2008/1/31, Michal 'vorner' Vaner <[EMAIL PROTECTED]>:
> Hello
>
> On Wed, Jan 30, 2008 at 05:53:21PM -0800, Robert Quattlebaum wrote:
> > But the truth is that all of that complexity isn't even necessary, as long
> > as the XMPP client daemon can know where to route any individual stanza. If
> > there was some sort if information in all of the jingle stanzas which
> > identifies which jingle service it was intended for, then this problem is
> > solved. With that in place, individual processes can register for the
> > jingle stanzas related to them.
>
> Why couldn't it know now? If you are unable to filter/register by other
> criteries than just the namespace of toplevel child, then you will find
> problems elsewhere, too.

If you are saying that there can be stand-alone plugins for
audio/video/file transfer that don't use a common Jingle
service/plugin/whatever in the nested way, they should be friendly to
each other. At least, the session ids must not collide. A more tricky
case to handle is multiple session types in one session when more than
one plugin would be involved. I guess centralized handling of all
0166-level jingle would server fit better to that scenario.

Using some sort of IPC interface at some level is a needed unless it's
ok to run all whiteboarding/videoconference/IM/etc. in the same
application. There are many other options than the mentioned RPC:
pipes, sockets, files, signals, shared memory, messages, dbus,
depending on the operating system.

Anyway, the stricter the features are in their own namespaces, the
easier they go into plugins. As an exmple of a difficult feature in
this sense, XEP-0184 (message receipts) has it's own namespace, but
also uses id-attribute of jabber:client's message element. So if the
receipts would be implemented as a plugin on top of plain IM, it would
require more code than if the id would be inside urn:xmpp:receipts.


__Task requirements__:
The records below are to be copied exactly, with their pictures left out.

__Materials provided__:
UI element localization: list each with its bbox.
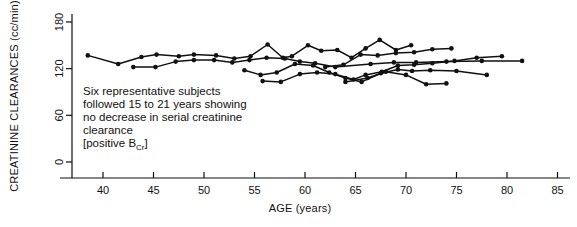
y-tick-label-0: 0 [53,159,65,165]
data-point [283,56,288,61]
data-point [298,59,303,64]
annotation-bcr-suffix: ] [145,137,148,149]
data-point [131,65,136,70]
data-point [452,59,457,64]
data-point [412,63,417,68]
data-point [153,65,158,70]
data-point [377,38,382,43]
annotation-bcr-prefix: [positive B [83,137,136,149]
y-tick-label-120: 120 [53,59,65,77]
y-tick-label-180: 180 [53,13,65,31]
data-point [116,62,121,67]
x-tick-label-75: 75 [450,184,462,196]
data-point [449,46,454,51]
data-point [311,63,316,68]
data-point [260,79,265,84]
data-point [341,63,346,68]
x-axis-ticks [103,172,558,178]
data-point [265,42,270,47]
data-point [359,80,364,85]
data-point [293,62,298,67]
data-point [343,80,348,85]
x-tick-label-45: 45 [147,184,159,196]
y-axis-ticks [66,22,72,162]
annotation-bcr-subscript: Cr [136,143,145,152]
annotation-line-2: followed 15 to 21 years showing [83,98,247,110]
data-point [412,50,417,55]
annotation-line-4: clearance [83,124,133,136]
data-point [430,61,435,66]
data-series-layer [86,38,525,87]
data-point [392,60,397,65]
data-point [274,70,279,75]
data-point [86,53,91,58]
x-tick-label-70: 70 [400,184,412,196]
data-point [319,48,324,53]
data-point [363,46,368,51]
data-point [323,65,328,70]
data-point [333,72,338,77]
data-point [298,72,303,77]
data-point [230,60,235,65]
data-point [173,59,178,64]
data-point [500,54,505,59]
data-point [454,69,459,74]
data-point [409,43,414,48]
data-point [242,68,247,73]
x-tick-label-55: 55 [248,184,260,196]
x-axis-title: AGE (years) [269,202,332,214]
annotation-line-1: Six representative subjects [83,85,221,97]
series-subject-4 [260,54,504,84]
data-point [444,81,449,86]
data-point [306,43,311,48]
x-tick-label-50: 50 [198,184,210,196]
series-subject-5 [323,46,454,69]
chart-figure: 060120180 CREATININE CLEARANCES (cc/min)… [0,0,577,227]
data-point [264,55,269,60]
data-point [177,54,182,59]
data-point [279,80,284,85]
data-point [404,73,409,78]
data-point [396,63,401,68]
data-point [154,52,159,57]
data-point [430,47,435,52]
y-axis-title: CREATININE CLEARANCES (cc/min) [8,0,20,192]
data-point [290,54,295,59]
data-point [480,59,485,64]
data-point [474,55,479,60]
data-point [139,55,144,60]
y-axis-tick-labels: 060120180 [53,13,65,165]
data-point [248,54,253,59]
data-point [335,48,340,53]
data-point [365,76,370,81]
y-tick-label-60: 60 [53,109,65,121]
data-point [428,68,433,73]
data-point [375,53,380,58]
data-point [212,58,217,63]
data-point [368,62,373,67]
y-axis: 060120180 CREATININE CLEARANCES (cc/min) [8,0,72,192]
data-point [192,58,197,63]
x-axis-tick-labels: 40455055606570758085 [97,184,564,196]
data-point [384,70,389,75]
x-tick-label-65: 65 [349,184,361,196]
data-point [232,56,237,61]
creatinine-clearance-line-chart: 060120180 CREATININE CLEARANCES (cc/min)… [0,0,577,227]
data-point [192,52,197,57]
x-tick-label-80: 80 [501,184,513,196]
data-point [394,51,399,56]
data-point [247,58,252,63]
data-point [424,82,429,87]
x-tick-label-40: 40 [97,184,109,196]
data-point [358,52,363,57]
data-point [485,73,490,78]
data-point [258,73,263,78]
x-axis: 40455055606570758085 AGE (years) [60,172,570,214]
data-point [520,59,525,64]
data-point [410,69,415,74]
annotation-bcr-line: [positive BCr] [83,137,148,152]
annotation-line-3: no decrease in serial creatinine [83,111,242,123]
x-tick-label-85: 85 [551,184,563,196]
x-tick-label-60: 60 [299,184,311,196]
data-point [315,70,320,75]
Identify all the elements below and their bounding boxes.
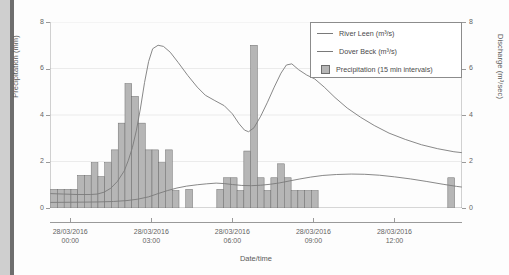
y-axis-tick-mark	[46, 69, 50, 70]
legend-label: River Leen (m³/s)	[339, 29, 395, 38]
x-tick-time: 00:00	[35, 236, 105, 245]
y-axis-right-tick-label: 4	[469, 111, 487, 118]
x-tick-date: 28/03/2016	[197, 227, 267, 236]
y-axis-right-tick-label: 6	[469, 64, 487, 71]
x-axis-tick-mark	[394, 218, 395, 223]
y-axis-tick-mark	[46, 208, 50, 209]
x-axis-tick-mark	[70, 218, 71, 223]
y-axis-tick-mark	[46, 22, 50, 23]
x-axis-tick-label: 28/03/201603:00	[116, 227, 186, 245]
y-axis-right-tick-label: 2	[469, 157, 487, 164]
legend-item-dover-beck: Dover Beck (m³/s)	[317, 43, 461, 59]
line-marker-icon	[317, 33, 333, 34]
x-axis-tick-mark	[232, 218, 233, 223]
x-axis-tick-label: 28/03/201606:00	[197, 227, 267, 245]
legend-item-river-leen: River Leen (m³/s)	[317, 25, 461, 41]
x-tick-date: 28/03/2016	[116, 227, 186, 236]
x-axis-tick-mark	[151, 218, 152, 223]
line-marker-icon	[317, 51, 333, 52]
legend-label: Precipitation (15 min intervals)	[336, 65, 433, 74]
y-axis-tick-mark	[46, 162, 50, 163]
x-tick-date: 28/03/2016	[35, 227, 105, 236]
y-axis-tick-label: 2	[26, 157, 44, 164]
legend-label: Dover Beck (m³/s)	[339, 47, 397, 56]
x-axis-title: Date/time	[50, 254, 462, 263]
x-tick-date: 28/03/2016	[278, 227, 348, 236]
y-axis-left-title: Precipitation (mm)	[11, 7, 20, 127]
y-axis-right-tick-mark	[462, 69, 466, 70]
x-axis-tick-mark	[313, 218, 314, 223]
y-axis-tick-label: 4	[26, 111, 44, 118]
x-axis-tick-label: 28/03/201609:00	[278, 227, 348, 245]
y-axis-right-tick-mark	[462, 115, 466, 116]
y-axis-tick-label: 6	[26, 64, 44, 71]
square-marker-icon	[321, 65, 330, 74]
x-axis-tick-label: 28/03/201612:00	[359, 227, 429, 245]
chart-legend: River Leen (m³/s) Dover Beck (m³/s) Prec…	[310, 22, 462, 78]
y-axis-right-tick-mark	[462, 208, 466, 209]
y-axis-tick-label: 0	[26, 204, 44, 211]
scan-binding-edge	[0, 0, 10, 275]
x-tick-time: 12:00	[359, 236, 429, 245]
x-axis-line	[50, 222, 462, 223]
y-axis-right-tick-label: 0	[469, 204, 487, 211]
x-axis-tick-label: 28/03/201600:00	[35, 227, 105, 245]
y-axis-tick-label: 8	[26, 18, 44, 25]
x-tick-time: 09:00	[278, 236, 348, 245]
y-axis-right-title: Discharge (m³/sec)	[496, 7, 505, 127]
legend-item-precipitation: Precipitation (15 min intervals)	[317, 61, 461, 77]
x-tick-time: 03:00	[116, 236, 186, 245]
y-axis-right-tick-mark	[462, 22, 466, 23]
y-axis-right-tick-label: 8	[469, 18, 487, 25]
x-tick-date: 28/03/2016	[359, 227, 429, 236]
y-axis-tick-mark	[46, 115, 50, 116]
x-tick-time: 06:00	[197, 236, 267, 245]
hydrograph-chart: Precipitation (mm) Discharge (m³/sec) Da…	[0, 0, 509, 275]
y-axis-right-tick-mark	[462, 162, 466, 163]
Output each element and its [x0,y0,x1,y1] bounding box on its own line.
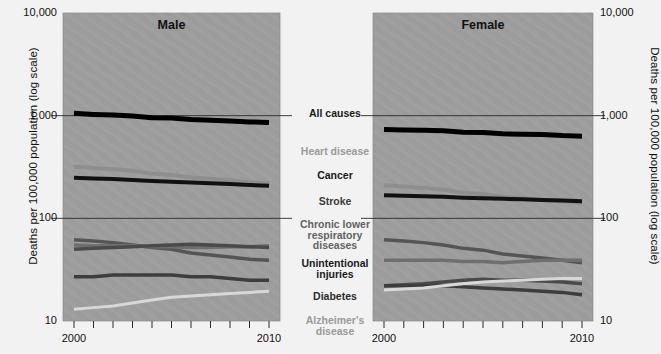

__Response area__:
UI element localization: list each with its bbox.
y-tick-label-0: 0 [53,159,65,165]
data-point [283,56,288,61]
data-point [298,59,303,64]
annotation-bcr-suffix: ] [145,137,148,149]
data-point [131,65,136,70]
data-point [452,59,457,64]
data-point [412,63,417,68]
data-point [153,65,158,70]
data-point [377,38,382,43]
annotation-bcr-prefix: [positive B [83,137,136,149]
y-tick-label-120: 120 [53,59,65,77]
y-tick-label-180: 180 [53,13,65,31]
data-point [116,62,121,67]
x-tick-label-75: 75 [450,184,462,196]
data-point [449,46,454,51]
data-point [311,63,316,68]
data-point [260,79,265,84]
data-point [341,63,346,68]
x-axis-ticks [103,172,558,178]
data-point [265,42,270,47]
data-point [359,80,364,85]
data-point [293,62,298,67]
data-point [343,80,348,85]
x-tick-label-45: 45 [147,184,159,196]
y-axis-ticks [66,22,72,162]
annotation-bcr-subscript: Cr [136,143,145,152]
annotation-line-2: followed 15 to 21 years showing [83,98,247,110]
data-point [412,50,417,55]
annotation-line-4: clearance [83,124,133,136]
data-point [430,61,435,66]
data-series-layer [86,38,525,87]
data-point [392,60,397,65]
data-point [274,70,279,75]
data-point [86,53,91,58]
x-tick-label-70: 70 [400,184,412,196]
data-point [319,48,324,53]
data-point [363,46,368,51]
data-point [323,65,328,70]
data-point [333,72,338,77]
data-point [298,72,303,77]
data-point [230,60,235,65]
data-point [173,59,178,64]
data-point [500,54,505,59]
data-point [454,69,459,74]
data-point [409,43,414,48]
data-point [242,68,247,73]
x-tick-label-55: 55 [248,184,260,196]
x-axis-title: AGE (years) [269,202,332,214]
annotation-line-1: Six representative subjects [83,85,221,97]
series-subject-4 [260,54,504,84]
data-point [444,81,449,86]
data-point [306,43,311,48]
x-tick-label-50: 50 [198,184,210,196]
series-subject-5 [323,46,454,69]
chart-figure: 060120180 CREATININE CLEARANCES (cc/min)… [0,0,577,227]
data-point [264,55,269,60]
data-point [177,54,182,59]
data-point [279,80,284,85]
data-point [404,73,409,78]
data-point [396,63,401,68]
data-point [154,52,159,57]
data-point [430,47,435,52]
y-axis-title: CREATININE CLEARANCES (cc/min) [8,0,20,192]
data-point [290,54,295,59]
data-point [480,59,485,64]
data-point [474,55,479,60]
data-point [139,55,144,60]
y-axis-tick-labels: 060120180 [53,13,65,165]
data-point [248,54,253,59]
data-point [335,48,340,53]
data-point [365,76,370,81]
y-tick-label-60: 60 [53,109,65,121]
data-point [428,68,433,73]
data-point [375,53,380,58]
data-point [212,58,217,63]
data-point [368,62,373,67]
y-axis: 060120180 CREATININE CLEARANCES (cc/min) [8,0,72,192]
data-point [192,58,197,63]
x-axis-tick-labels: 40455055606570758085 [97,184,564,196]
data-point [384,70,389,75]
x-tick-label-65: 65 [349,184,361,196]
data-point [232,56,237,61]
creatinine-clearance-line-chart: 060120180 CREATININE CLEARANCES (cc/min)… [0,0,577,227]
data-point [192,52,197,57]
x-tick-label-80: 80 [501,184,513,196]
data-point [394,51,399,56]
data-point [247,58,252,63]
data-point [424,82,429,87]
x-tick-label-40: 40 [97,184,109,196]
data-point [358,52,363,57]
data-point [485,73,490,78]
data-point [258,73,263,78]
x-axis: 40455055606570758085 AGE (years) [60,172,570,214]
data-point [520,59,525,64]
data-point [410,69,415,74]
annotation-bcr-line: [positive BCr] [83,137,148,152]
annotation-line-3: no decrease in serial creatinine [83,111,242,123]
x-tick-label-85: 85 [551,184,563,196]
x-tick-label-60: 60 [299,184,311,196]
data-point [315,70,320,75]
Identify all the elements below and their bounding boxes.
y-axis-tick-mark	[46, 69, 50, 70]
legend-label: River Leen (m³/s)	[339, 29, 395, 38]
x-tick-time: 00:00	[35, 236, 105, 245]
y-axis-right-tick-label: 4	[469, 111, 487, 118]
x-tick-date: 28/03/2016	[197, 227, 267, 236]
y-axis-right-tick-label: 6	[469, 64, 487, 71]
x-axis-tick-mark	[394, 218, 395, 223]
y-axis-tick-mark	[46, 208, 50, 209]
x-axis-tick-mark	[70, 218, 71, 223]
y-axis-tick-mark	[46, 22, 50, 23]
x-axis-tick-label: 28/03/201603:00	[116, 227, 186, 245]
y-axis-right-tick-label: 2	[469, 157, 487, 164]
legend-item-dover-beck: Dover Beck (m³/s)	[317, 43, 461, 59]
line-marker-icon	[317, 33, 333, 34]
x-axis-tick-mark	[232, 218, 233, 223]
x-axis-tick-label: 28/03/201606:00	[197, 227, 267, 245]
legend-item-river-leen: River Leen (m³/s)	[317, 25, 461, 41]
x-tick-date: 28/03/2016	[116, 227, 186, 236]
x-axis-tick-mark	[151, 218, 152, 223]
line-marker-icon	[317, 51, 333, 52]
legend-label: Precipitation (15 min intervals)	[336, 65, 433, 74]
y-axis-tick-mark	[46, 162, 50, 163]
x-tick-date: 28/03/2016	[35, 227, 105, 236]
y-axis-tick-label: 2	[26, 157, 44, 164]
legend-label: Dover Beck (m³/s)	[339, 47, 397, 56]
x-axis-title: Date/time	[50, 254, 462, 263]
x-tick-date: 28/03/2016	[278, 227, 348, 236]
y-axis-left-title: Precipitation (mm)	[11, 7, 20, 127]
y-axis-right-tick-mark	[462, 69, 466, 70]
x-axis-tick-mark	[313, 218, 314, 223]
y-axis-tick-label: 4	[26, 111, 44, 118]
x-axis-tick-label: 28/03/201609:00	[278, 227, 348, 245]
y-axis-right-tick-mark	[462, 115, 466, 116]
y-axis-tick-label: 6	[26, 64, 44, 71]
square-marker-icon	[321, 65, 330, 74]
x-axis-tick-label: 28/03/201612:00	[359, 227, 429, 245]
chart-legend: River Leen (m³/s) Dover Beck (m³/s) Prec…	[310, 22, 462, 78]
y-axis-right-tick-mark	[462, 208, 466, 209]
y-axis-tick-label: 0	[26, 204, 44, 211]
scan-binding-edge	[0, 0, 10, 275]
x-tick-time: 12:00	[359, 236, 429, 245]
x-axis-line	[50, 222, 462, 223]
y-axis-right-tick-label: 0	[469, 204, 487, 211]
x-axis-tick-label: 28/03/201600:00	[35, 227, 105, 245]
y-axis-tick-label: 8	[26, 18, 44, 25]
x-tick-time: 09:00	[278, 236, 348, 245]
y-axis-right-title: Discharge (m³/sec)	[496, 7, 505, 127]
legend-item-precipitation: Precipitation (15 min intervals)	[317, 61, 461, 77]
x-tick-time: 03:00	[116, 236, 186, 245]
y-axis-right-tick-mark	[462, 22, 466, 23]
y-axis-right-tick-label: 8	[469, 18, 487, 25]
x-tick-date: 28/03/2016	[359, 227, 429, 236]
y-axis-tick-mark	[46, 115, 50, 116]
x-tick-time: 06:00	[197, 236, 267, 245]
hydrograph-chart: Precipitation (mm) Discharge (m³/sec) Da…	[0, 0, 509, 275]
y-axis-right-tick-mark	[462, 162, 466, 163]
Output each element and its [x0,y0,x1,y1] bounding box on its own line.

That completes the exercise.